Genetic Data
As our knowledge of rare disease genetics develops and the interaction between genetic loci are more fully understood, there is a pressing need for the visualization of all types of genetic variation within a single interface. DECIPHER fulfills this need, supporting many types of genetic variation including sequence variants, CNVs, aneuploidy, uniparental disomy (UPD), inversions, insertions and short tandem repeats (STRs) (Fig. 2).
Variant deposition: Variants are deposited using genomic coordinates. Sequence variants can also be deposited using a relevant subset of HGVS nomenclature (den Dunnen et al ., 2006), and will be normalised (left aligned, parsimonious) during the deposition process (Tan et al ., 2015). For known STRs, the disease-relevant STR can be selected from a dropdown in the web interface. Additional information about the variant such as inheritance, genotype, pathogenicity, and contribution to phenotype can also be recorded.
Mosaicism: For de novo mosaic variants, it is possible to record the mosaicism observed in each tissue, as a percentage. This information is clinically important as it can help explain the variability of clinical symptoms, for example the difference between nevus sebaceous or Schimmelpenning syndrome (where extracutaneous abnormalities are present), caused by HRAS and KRASvariants (Groesser et al ., 2012).
Mitochondrial variants: DECIPHER supports the deposition and interpretation of variants in the nuclear and mitochondrial genomes. Mitochondrial diseases are the most common form of inherited neuro-metabolic disorders, and are caused by mutations in the nuclear or mitochondrial genomes. In addition, nuclear genetic factors have been shown to influence clinical outcomes for mitochondrial DNA mutations (Boggan et al ., 2019). Thus the display of both genomes in a single interface is clinically important. In DECIPHER it is possible to record homoplasmy or the percentage of heteroplasmy per tissue, which is clinically essential as it has been shown to contribute to disease progression (Grady et al ., 2018).

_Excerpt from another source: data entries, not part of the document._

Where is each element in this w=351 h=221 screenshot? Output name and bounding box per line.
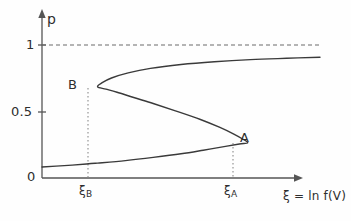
y-tick-label-0: 0 — [27, 170, 35, 183]
chart-figure: p ξ = ln f(V) 1 0.5 0 ξB ξA A B — [0, 0, 351, 221]
x-axis — [42, 174, 303, 181]
y-tick-label-0point5: 0.5 — [11, 105, 32, 118]
x-tick-label-xi-b: ξB — [79, 185, 92, 199]
y-axis-title: p — [47, 12, 56, 26]
annotation-label-b: B — [68, 78, 77, 91]
xi-subscript-a: A — [231, 189, 237, 199]
x-tick-label-xi-a: ξA — [224, 185, 237, 199]
s-curve-hysteresis — [42, 57, 320, 167]
x-axis-title: ξ = ln f(V) — [283, 190, 346, 202]
plot-canvas — [0, 0, 351, 221]
y-axis — [38, 9, 45, 178]
xi-symbol-a: ξ — [224, 184, 231, 198]
xi-symbol-b: ξ — [79, 184, 86, 198]
xi-subscript-b: B — [86, 189, 92, 199]
annotation-label-a: A — [240, 131, 249, 144]
y-tick-label-1: 1 — [26, 38, 34, 51]
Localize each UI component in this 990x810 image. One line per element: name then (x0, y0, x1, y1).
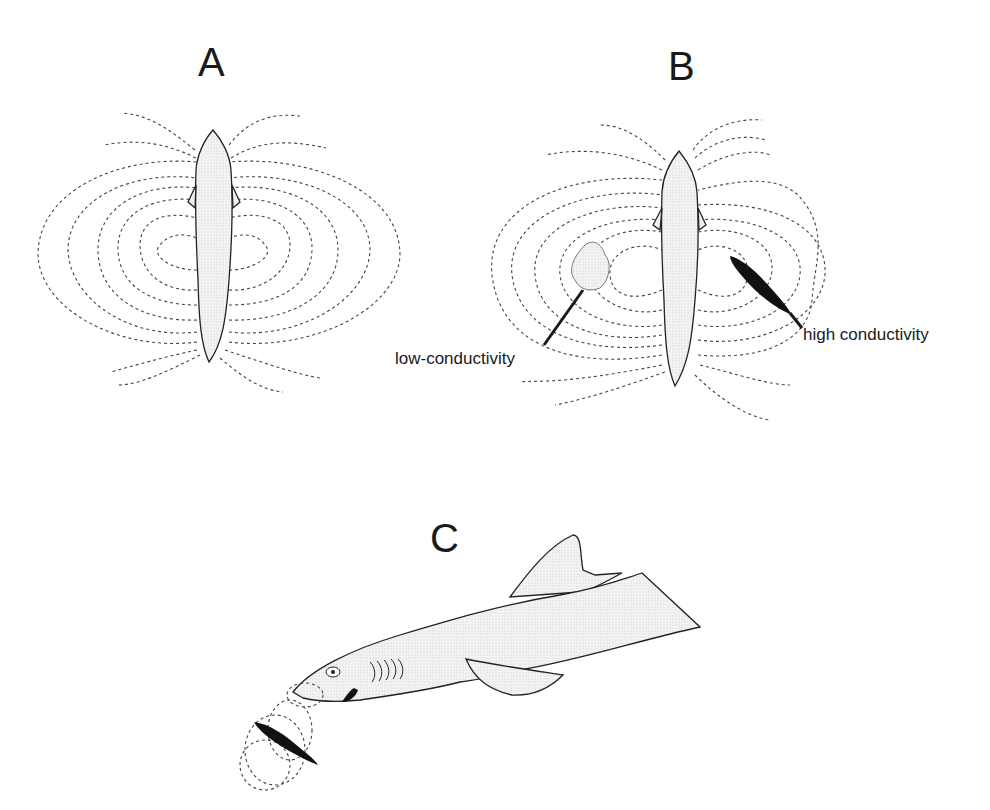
low-conductivity-object (572, 242, 610, 290)
fish-a-dorsal (188, 130, 240, 362)
high-conductivity-object (730, 256, 802, 328)
low-conductivity-arrow (544, 290, 583, 345)
figure-canvas (0, 0, 990, 810)
prey-fish (254, 722, 318, 765)
shark-lateral (293, 535, 700, 702)
fish-b-dorsal (653, 151, 706, 386)
panel-b-field-lines (492, 120, 826, 420)
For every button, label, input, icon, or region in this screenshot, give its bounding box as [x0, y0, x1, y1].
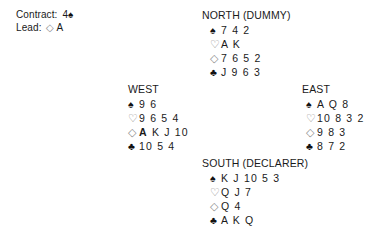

Variant haplotypes: Variants may work in cis to create or modify a disease allele or in trans to cause a biallelic disorder. For this reason DECIPHER users can assign variants to a haplotype, e.g. for compound heterozygous variants, the variants will be shown as in trans . As our understanding of rare disease genetics improves, the representation of its complexity is becoming even more essential. It is known that genetic modifiers alleviate or exacerbate the severity of the disease (Rahit and Tarailo-Graovac 2020) and there are recent examples where rare pathogenic haplotypes have been shown to cause disease, such as an albinism-causing TYR haplotype (Campbellet al , 2019).
Pathogenicity predictors: For all sequence variants deposited to DECIPHER, predictions from the Ensembl Variant Effect Predictor (VEP; McLaren et al ., 2016) are displayed across all Ensembl/GENCODE transcripts. Predictions include the consequence (e.g. missense, frameshift), the protein change, and several pathogenicity scores: SIFT (Sim et al ., 2012), PolyPhen-2 (Adzhubei et al ., 2013), CADD (Kircher et al ., 2014), REVEL (Ioannidis et al ., 2016), and SpliceAI (Jaganathan et al. , 2019). DECIPHER seeks advice from experts in the field and refers to benchmarking studies for pathogenicity predictors (e.g. Gunning et al ., 2021) prior to the inclusion of additional scores, assisting in the application of good practice.
Reference genome: All genomic information is displayed in the GRCh38 assembly version of the human genome, allowing the most up-to-date genome and transcript information to be used to enable accurate variant interpretation. The display of genomic data in GRCh38 permits DECIPHER to promote the use of Matched Annotation from NCBI and EMBL-EBI (MANE) transcripts, where the RefSeq and Ensembl/GENCODE transcripts from a protein-coding gene pair are identical (5’ UTR, coding region, and 3’ UTR). DECIPHER currently promotes and highlights MANE Select transcripts, one high-quality representative transcript per protein-coding gene that is well-supported by experimental data and represents the biology of the gene (https://tark.ensembl.org/web/mane_project). Describing variants relative to a single, recommended transcript, along with sequence variant normalisation, assists in the standardisation of variant reporting.
Reference conversion tools: Deposition with GRCh37/hg19 coordinates is still supported: prior to normalisation, DECIPHER remaps GRCh37 coordinates onto the GRCh38 assembly, using an algorithm based on the UCSC LiftOver tool (https://genome.ucsc.edu/cgi-bin/hgLiftOver, Kuhn et al ., 2013). A range of tools are also provided to allow users to visualise the differences between assemblies. These include GRCh37 and GRCh38 comparative genome browsers, gene lists for variants lifted over by DECIPHER which display genes that no longer overlap the variant, and a liftover mapping genome browser track (Fig. 3).